A Story for Girls. By Miss Young.

“Amongst the many new books published at the commencement of the year, we notice one by Miss Minnie Young—not the first venture, if we are rightly informed, of the fair authoress in the domain of fiction. The present work is written for children. It is a story of a golden thimble set in precious stones. There is no magic in it; and yet where may not so priceless a gift find its way? The dumb treasure is made to tell its own adventures: we find it as a gift in humble life the sport of many a strange scene: then an ornament prized by one of gentle birth; it is caressed with affection, carried away from home, midst scenes seldom witnessed by even those that travel far. The gem, of course, is often lost and found again—strangely, still so naturally; it lives the life, as it were, of a silent witness telling its own history. Last of all, we find it held in memory of one whose young life spanned but a lasting sorrow. These are mere faint shadows of the many pictures depicted in the little book, each, indeed, being a story in itself, sweetly told,—carrying a charm we must commend, for the youthful mind is led to reason whilst reading. Here it will find many a wise word spoken in earnest, kindly meant and admirably expressed. Its very title is romantic. If our young friends are curious to know, in confidence, we would tell them—lose not a day to possess ‘Ysobel’s Thimble,”—Sunday Times.

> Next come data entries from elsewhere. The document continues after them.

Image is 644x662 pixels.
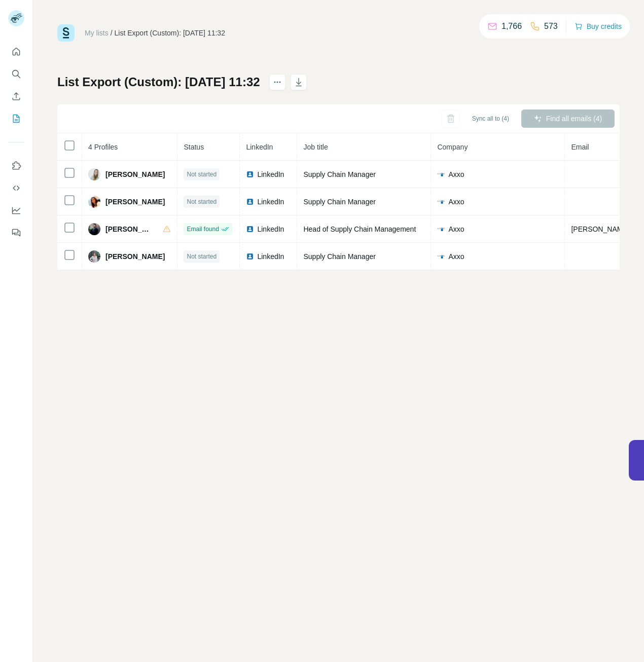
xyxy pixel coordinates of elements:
[448,224,464,234] span: Axxo
[110,28,112,38] li: /
[437,143,468,151] span: Company
[8,157,24,175] button: Use Surfe on LinkedIn
[8,87,24,106] button: Enrich CSV
[115,28,225,38] div: List Export (Custom): [DATE] 11:32
[544,20,558,32] p: 573
[8,65,24,83] button: Search
[303,253,375,261] span: Supply Chain Manager
[106,197,165,207] span: [PERSON_NAME]
[246,143,273,151] span: LinkedIn
[437,253,445,261] img: company-logo
[257,169,284,179] span: LinkedIn
[187,197,216,206] span: Not started
[187,252,216,261] span: Not started
[437,225,445,233] img: company-logo
[246,225,254,233] img: LinkedIn logo
[187,224,218,234] span: Email found
[437,170,445,178] img: company-logo
[88,223,100,235] img: Avatar
[8,179,24,197] button: Use Surfe API
[303,197,375,206] span: Supply Chain Manager
[246,197,254,206] img: LinkedIn logo
[106,169,165,179] span: [PERSON_NAME]
[571,143,589,151] span: Email
[106,224,152,234] span: [PERSON_NAME]
[106,251,165,261] span: [PERSON_NAME]
[8,201,24,220] button: Dashboard
[448,169,464,179] span: Axxo
[575,20,622,34] button: Buy credits
[88,195,100,208] img: Avatar
[501,20,521,32] p: 1,766
[437,197,445,206] img: company-logo
[187,170,216,179] span: Not started
[303,225,416,233] span: Head of Supply Chain Management
[85,29,108,37] a: My lists
[8,42,24,61] button: Quick start
[257,224,284,234] span: LinkedIn
[448,197,464,207] span: Axxo
[183,143,203,151] span: Status
[246,170,254,178] img: LinkedIn logo
[472,114,509,123] span: Sync all to (4)
[257,197,284,207] span: LinkedIn
[88,251,100,263] img: Avatar
[8,110,24,128] button: My lists
[257,251,284,261] span: LinkedIn
[57,74,260,90] h1: List Export (Custom): [DATE] 11:32
[465,111,516,126] button: Sync all to (4)
[303,170,375,178] span: Supply Chain Manager
[57,24,75,42] img: Surfe Logo
[246,253,254,261] img: LinkedIn logo
[8,224,24,242] button: Feedback
[88,143,118,151] span: 4 Profiles
[303,143,327,151] span: Job title
[88,168,100,180] img: Avatar
[269,74,286,90] button: actions
[448,251,464,261] span: Axxo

‘Ysobel’s Thimble,’ by Minnie Young is a simple, unpretending little tale of merit.”—Era.

“A pretty and interesting little story in which a gold thimble is, with the licence permitted in fiction, made to recount its own adventures, which are many and various. The tale is none the worse for embodying a wholesome lesson for which no juvenile reader can be the worse, while many may profit by it.”—Scotsman.


8vo. cloth, 2s. 6d.

Scenes from Plautus.

With Introductions and short Notes, for the Higher Forms in Public Schools, By W. Powell James, M.A., Oxon.


8vo. cloth. 2s. 6d.

How to Teach and Learn Modern Languages.

By F. Lichtenberger.

“It will be exceedingly useful to that large number of individuals who have never gained more than a smattering of some foreign tongue, and to those also, not a few, who engage to teach what they themselves have never learnt, or learnt most imperfectly. It is generally taken for granted that French, German, and Italian can be acquired very easily, but the study of this very useful book will prove how much care and attention it demands to learn either of them well.”—Tablet.


8vo. cloth. 5s.

Poems and Dramatic Sketches.

By Joseph Kindon, B.A.

“The poems which occupy the earlier portion of this volume are exceedingly pleasing, and remind the reader somewhat of the style adopted by the Elizabethan writers. The dramatic sketches are professedly fragmentary, but they are thoughtful in style, and will be read with pleasure by a large class.”—City Press.